Hi Markus,
thanks for your reply, but that is not what I want.
Why store data into solr that I do not need? I do not want use solr. My
goal is to crawl terra byte of data, store data in hbase or other store
and do some processing an it, so this unneeded data causes pain. I have
to filter the pages.
I'm still searching for a solution.
I figured out, that outlinks are written at the parse step, right?
To the outlink class I added a property for my counter.
The write method inside is also modified.

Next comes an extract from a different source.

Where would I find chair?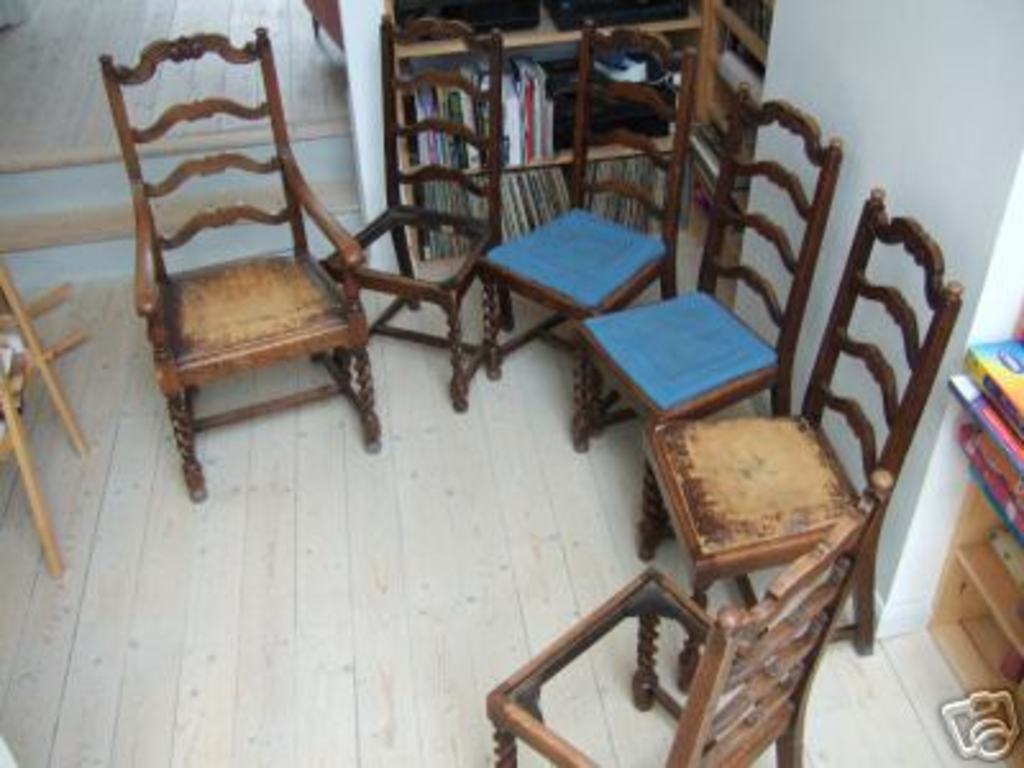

Just one thing is not clear, in merge step, outlinks must be inserted
into crawldb, a new crawlDatum must be created(most fields empty), and I
want to store the counter in the meta data, so I can handle it in the
fetcher.
Any suggestions to do that?
Best regards,
Armin
Am 09.05.2012 21:15, schrieb Markus Jelsma:
Hi.
On Wed, 09 May 2012 09:56:37 +0200, Armin Nagel
<[email protected]> wrote:
Hi,
I want to perform a topic specific crawl with nutch.

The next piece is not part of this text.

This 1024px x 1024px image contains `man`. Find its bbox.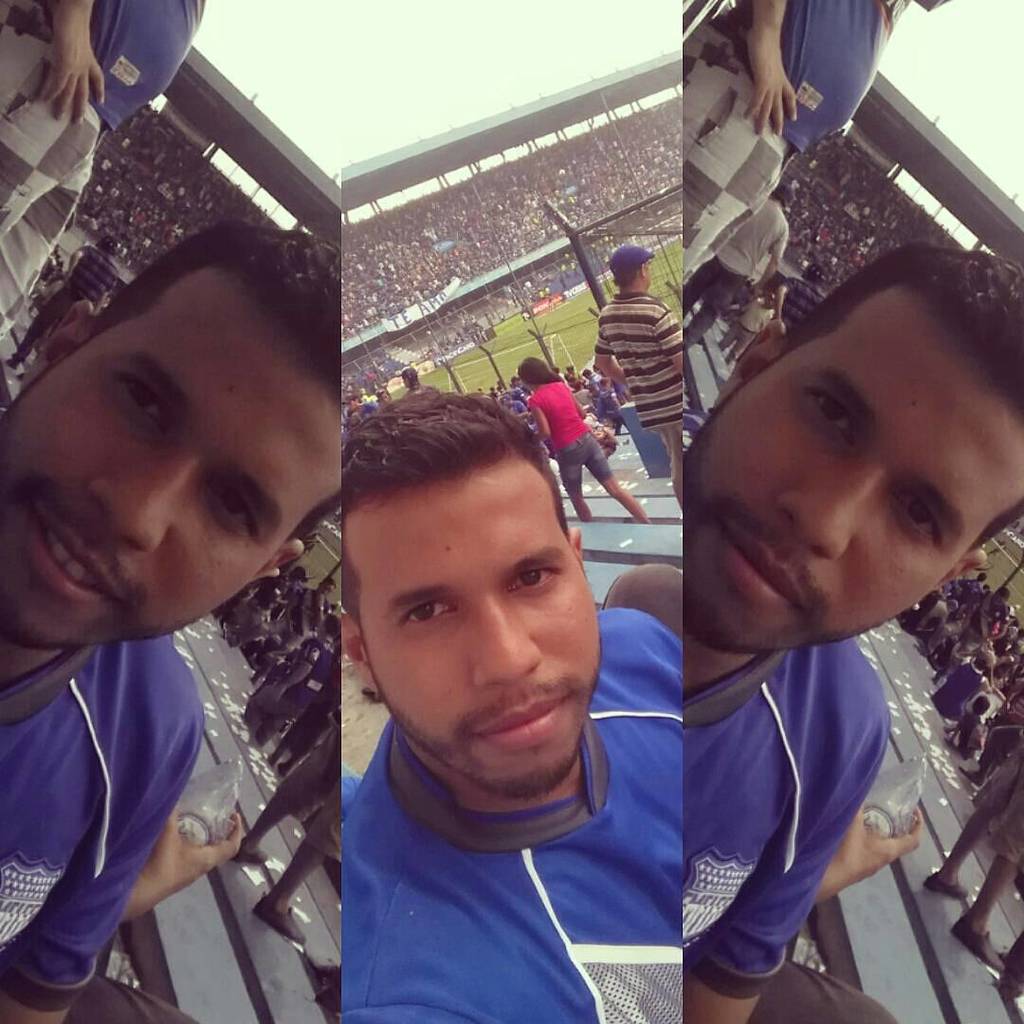
<bbox>594, 246, 685, 511</bbox>.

My idea is, to have a classifier for page, e.g. language
identifier(for example I only want german pages).
Crawldepth is 5, should be enough.
First page to classify is a seedpage. Maybe this page is not german.

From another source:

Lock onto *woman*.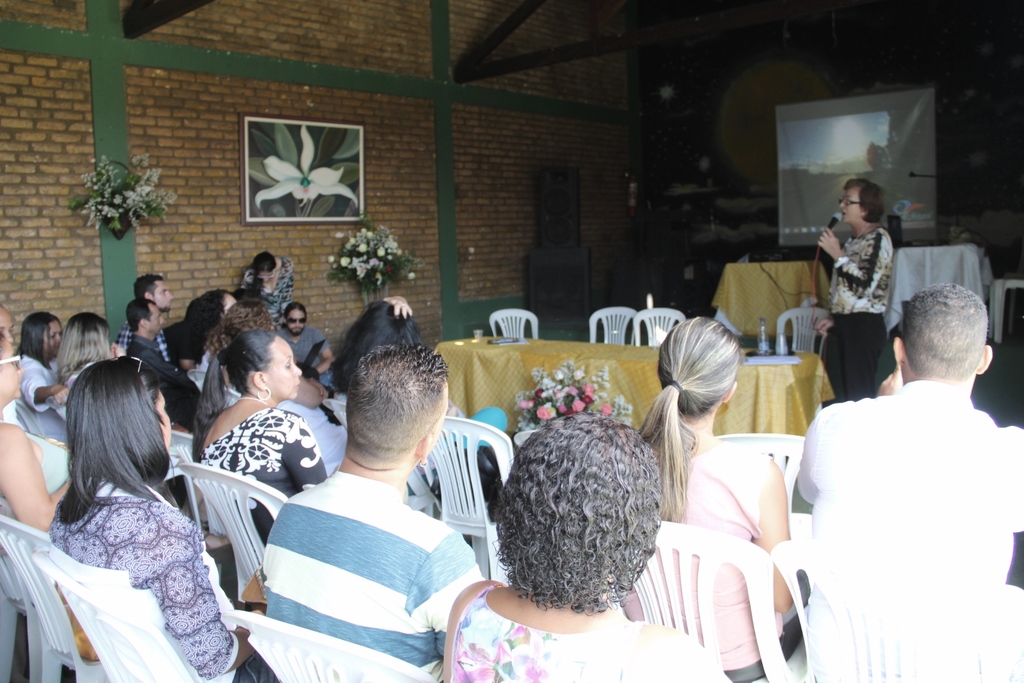
Locked: left=199, top=329, right=332, bottom=541.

Usually the page and the outlinks should be skipped. BUT, what I want
is to go 3(for instance) steps further and try to classify the
outlinks. To do that, I have to store additional information to the
outlinks from current page, maybe a counter for crawlsteps not
matching classification. An example:
- 1 page is not german, skip page but process outlinks, mark
outlink(s) with counter +1
- outlink is not german, skip page but process outlinks, mark
outlink(s) with counter +1(still in range(crawldepth and classify
steps))
- outlink is german, process page, process out
You're processing outlinks anyway so the simplest suggestion is to crawl
everything. Enable Nutch' language-identifier which is an indexing
filter (maybe this should also be a parse filter for a topical crawler),
index all pages into Solr and facet on the lang field. You'll have your
counts then.
Hope my idea becomes a little more clear.